## Work order
This exercise asks for the entries to be repeated exactly, without their images.

Measuring device reading data

______________________________

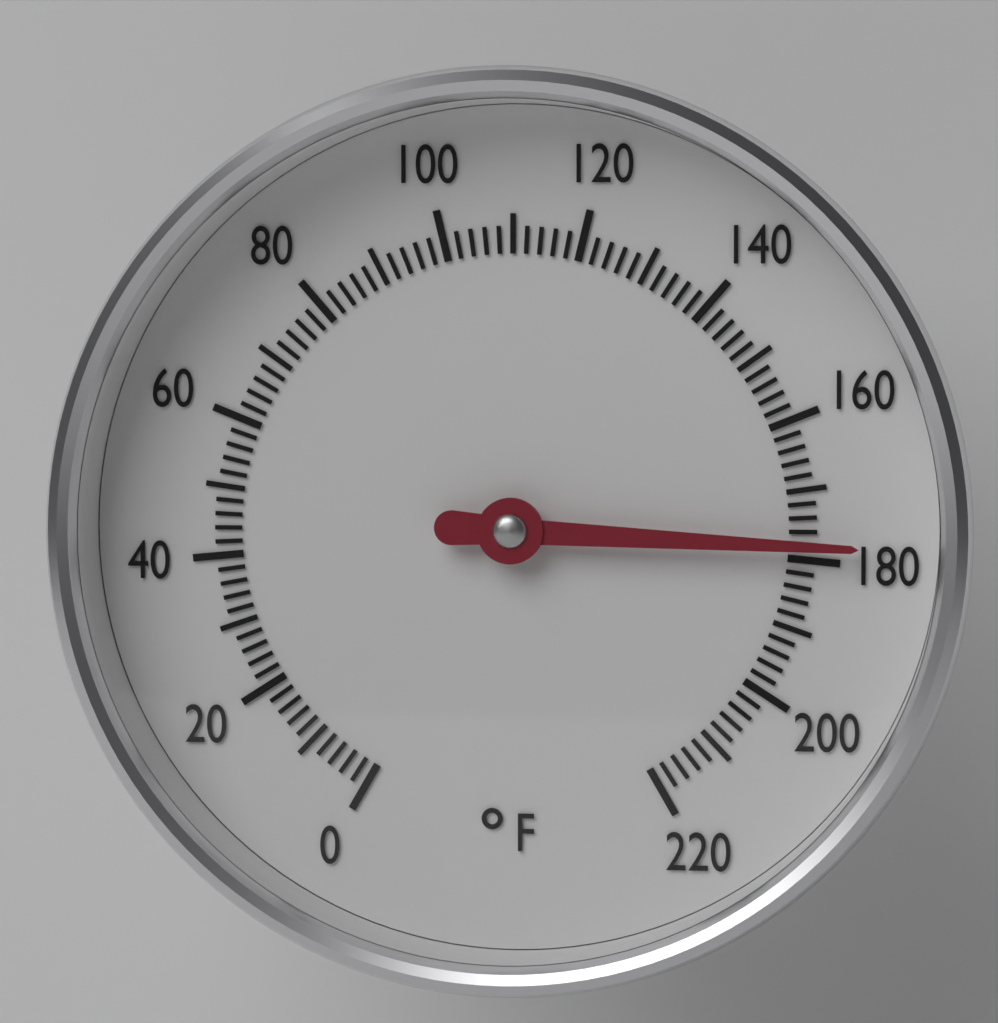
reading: 178 °F
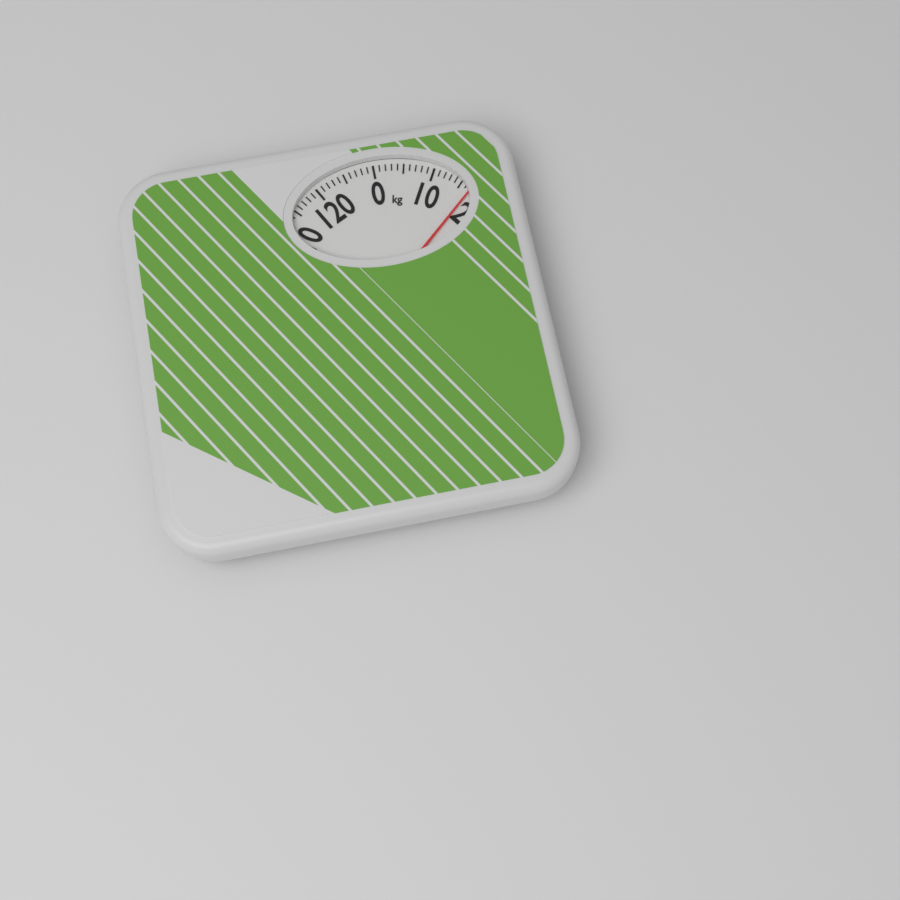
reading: 17 kg
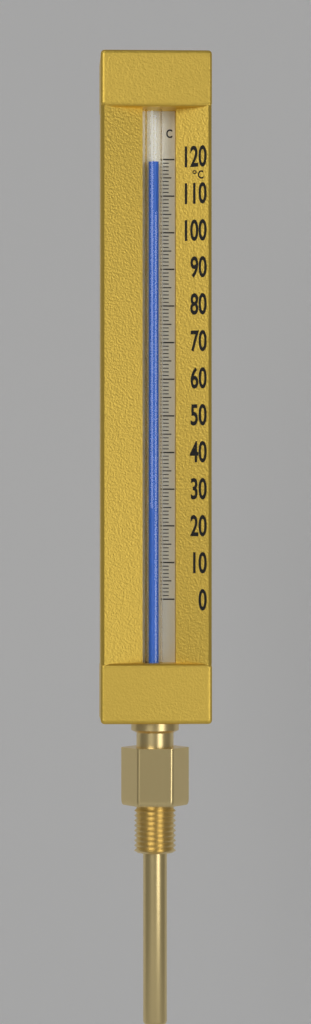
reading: 119 °C
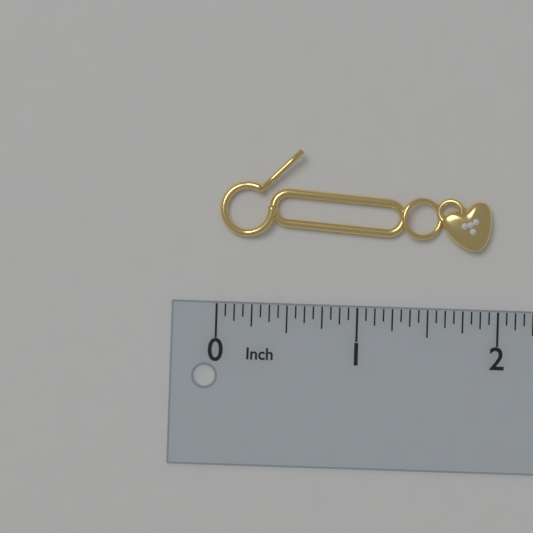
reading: 1.9375 in
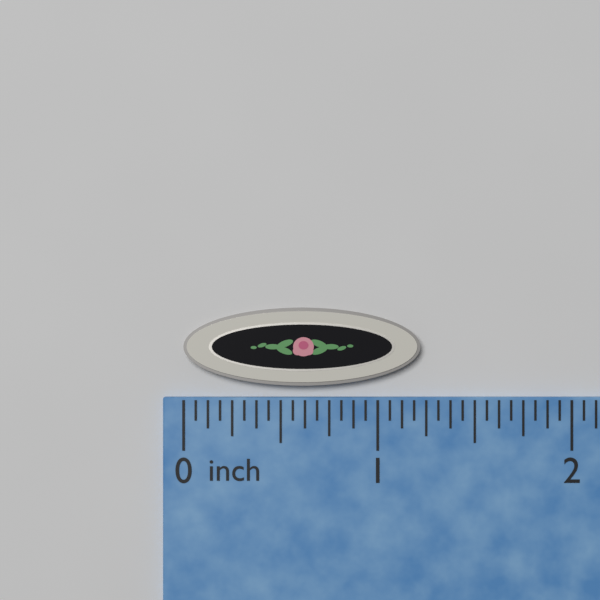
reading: 1.2200 inch
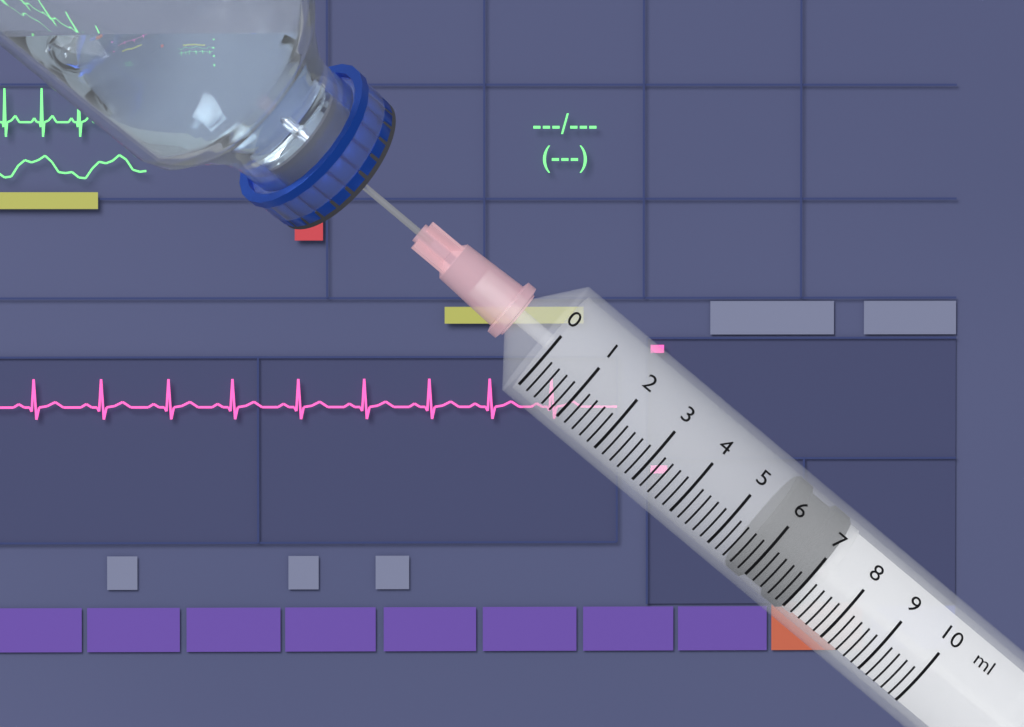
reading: 5.6 ml
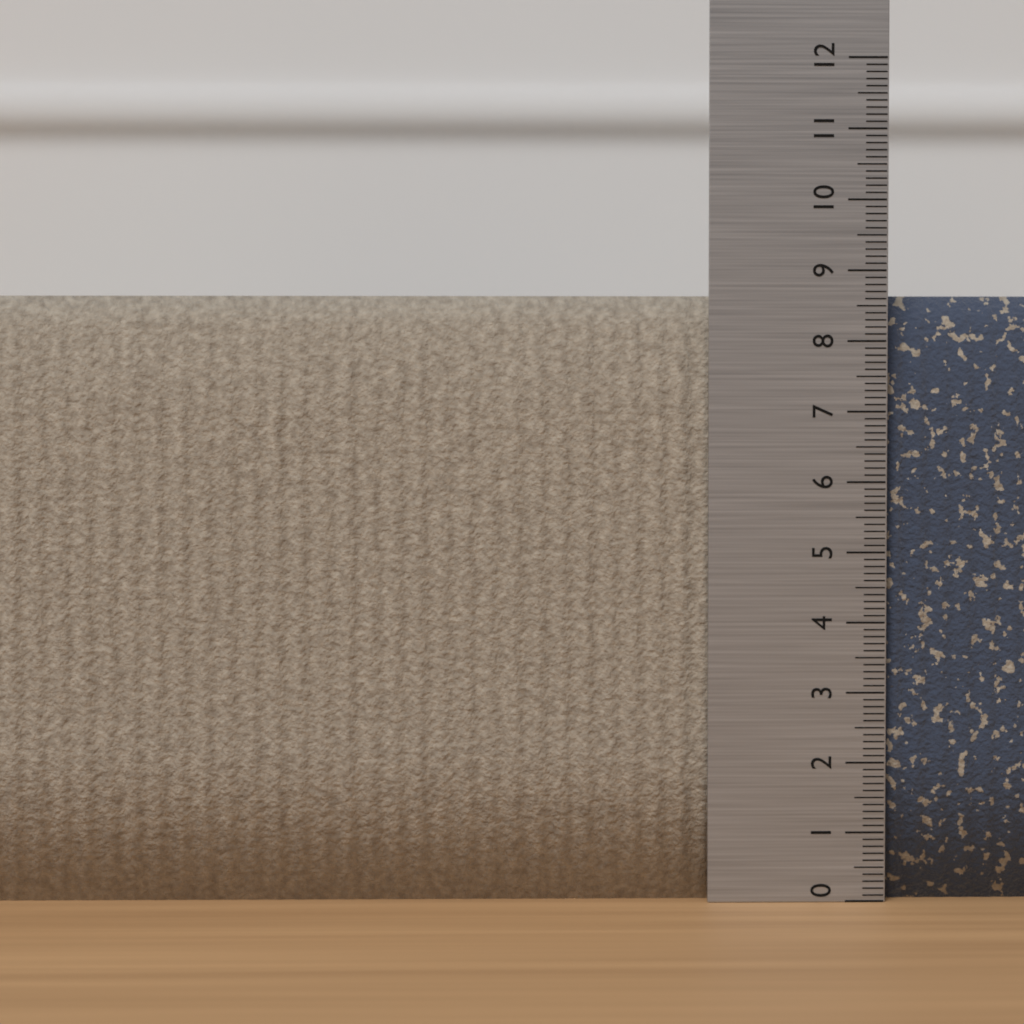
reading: 8.7 (no unit)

______________________________

## Exercise solution
reading: 178 °F
reading: 17 kg
reading: 119 °C
reading: 1.9375 in
reading: 1.2200 inch
reading: 5.6 ml
reading: 8.7 (no unit)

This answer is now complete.